Today I had lunch with a friend and colleague that I have not seen or talked to in several years. I hate it when I lose contact with a person whose friendship I value. Still, sometimes, it happens.
The woman that I reconnected with today is one helluva clinical social worker and an adoptive mother of two boys whom she adopted as older children. She works with children with attachment issues. She and her twin sister are also adoptees, transracial adoptees. She has also experienced search and reunion with her biological family. THWACK! Do you hear that? That's the sound of me slapping my forehead. I should have tracked her down as soon as I started blogging for adoption.com so that I could pick her brain about adoptive parenting issues. Maybe I could have even invited her to write something about her experience that I could have shared here on this blog. I'm going to check with my editor and see if that's allowed, if so, I will follow up on that idea.

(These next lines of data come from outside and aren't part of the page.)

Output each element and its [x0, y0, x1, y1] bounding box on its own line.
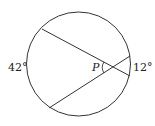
chord-upper [42, 29, 130, 76]
chord-diagram: 42° P 12° [0, 0, 155, 126]
left-arc-label: 42° [8, 61, 28, 74]
right-arc-label: 12° [133, 61, 153, 74]
angle-arc-p [102, 62, 104, 73]
chord-lower [49, 56, 130, 108]
circle [27, 12, 131, 116]
point-p-label: P [91, 61, 100, 74]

Catching up with my friend and hearing all about how her children are doing was like attending my own private seminar. The woman is phenomenal. Many of my regular readers will recall that I was very persnickety with our social worker about the type of child I was willing to adopt. That turned out to be a good thing, almost perfect, for our adoption experience. My friend was just the opposite. Once she decided to adopt, she committed 100% to being the mother of whatever child came into her life. She didn't have a moment's hesitation about adopting two older boys, unrelated to one another, both with challenging histories. She has had to rely on her clinical knowledge, her therapeutic savvy, and some good old-fashioned mother's love to give her children a fighting chance and they have all come through with flying colors.
It would not be appropriate for me to share the details of their adoption story or her experience as an adoptive mother, so you'll just have to trust me when I devolve into hyperbole and say that this young woman is a miracle worker. Both of her sons are doing fabulously well and she was very much the proud mother while we were talking about our kids. It was neat to see how positive their experience has turned out to be. She still has a few more years before both of the boys are off to live independently either in college or as gainfully employed adults, but she can see the light at the end of the tunnel.
I try to emphasize the positive adoption experience in much of my writing. Sometimes, it seems that so many adoption stories are filled with trials, and struggles, and challenges, and, even, misery. I guess it is easy for the feel good adoption stories either get lost in the shuffle, or to become exaggerated examples of perfection. I was inspired after my lunch date today with my friend. Her family's experience is an example of an adoption story that is not picture perfect, or easy, nor is it filled with misery and disaster. It is a comlete story that contains all of the elements of life, just like most families. In my book
that qualifies as a feel good story.